I’ve heard about megapixels being the amount of pixels in millions that a camera can take but I don’t understand how a Canon EOS R6 II can take better photos zoomed in than an iPhone 15 PM with optical zoom despite having a lower megapixel count.
I don’t get how a megapixel count correlates to the resolution, and how significant it is to the quality of the image.
In: Technology
TL;DR: The sensor and lenses of a EOS R6 II are larger and of higher quality, so they can collect more light and have to make fewer concessions to the laws of physics regarding optics.
The sensor is composed of tiny elements that are arranged in groups that react to light hitting them. The elements of the sensor react to light hitting them with an electric output which the processor of the camera interprets as “red”, others as “green”, others as “blue” information of a certain intensity.
Each group of those elements represent one pixel, that’s why they are called subpixels. Depending on the mixture of red, blue and green information the pixel returns a certain color (look up “additive color theory” to understand the resulting colors).
The sensor is divided into many rows and columns of subpixel groups. The sensor has “megapixel” number of those groups on it.
Bigger sensor and lower number of division into “megapixel” means each pixel had more light converting into electric charge, so the resulting pixel color is of a higher certainty that the pixel color resulted from actual light hitting it, instead of just assuming a value to “randomness” from the workings of electric chips causing “noise” in the chip. This is especially noticeable in low light photography where comparatively few photons hit each subpixel.
More megapixel means whatever is in the field of view of the lens is divided into more pieces of information, which, if all of those pieces of information are “usable”, will result in an image of more detail. But since small sensors with tiny pieces of information often result in fewer total number of “usable” information pieces, the images from a camera that delivers fewer information pieces in total, but a higher % of those pieces are usable, that image will be better and contain more of the image you have seen with your own eyes.
Newer cameras and smartphone camera apps do a LOT of processing with those subpixel values in order to make an image out of it. That is mostly because the image that forms on the sensor is so very different from what our eyes see and our brain then makes out of that information. Cameras makers are encouraged to have their devices create images that look like humans see it, so a great effort is spent on making this processing result in something our own vision would produce. So especially new phones sometimes really make things up when you take photos.
For example when you photograph the moon with a recent phone, some camera apps will take that milky blob in a puddle of total black that it’s tiny lenses and sensor can actually resolve, process the information and realize “oh it’s a night sky, so this is the moon” and just copy & paste NASA image data of high end telescope photos of the moon in that spot.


### DESCRIPTION OF THE TASK
Look at each line below and count those with the word "pixels"; the answer is that number only.

Records from a data collection:

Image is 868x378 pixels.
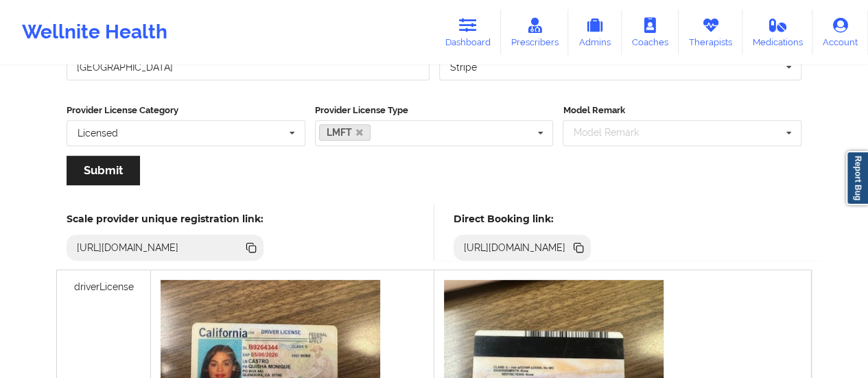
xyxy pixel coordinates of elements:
[569,125,658,140] div: Model Remark
[315,104,554,118] label: Provider License Type
[319,124,372,140] a: LMFT
[453,213,591,226] h5: Direct Booking link:
[67,156,140,185] button: Submit
[67,213,264,226] h5: Scale provider unique registration link:
[450,62,477,72] div: Stripe
[846,151,868,205] a: Report Bug
[622,10,679,55] a: Coaches
[742,10,814,55] a: Medications
[501,10,569,55] a: Prescribers
[813,10,868,55] a: Account
[569,10,622,55] a: Admins
[458,241,572,255] div: [URL][DOMAIN_NAME]
[435,10,501,55] a: Dashboard
[67,104,306,118] label: Provider License Category
[78,128,118,138] div: Licensed
[679,10,742,55] a: Therapists
[563,104,801,118] label: Model Remark
[71,241,185,255] div: [URL][DOMAIN_NAME]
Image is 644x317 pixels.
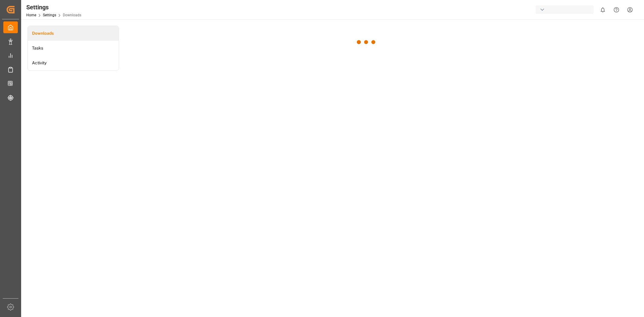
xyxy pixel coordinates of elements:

### RESPONSE TO THIS EXERCISE
2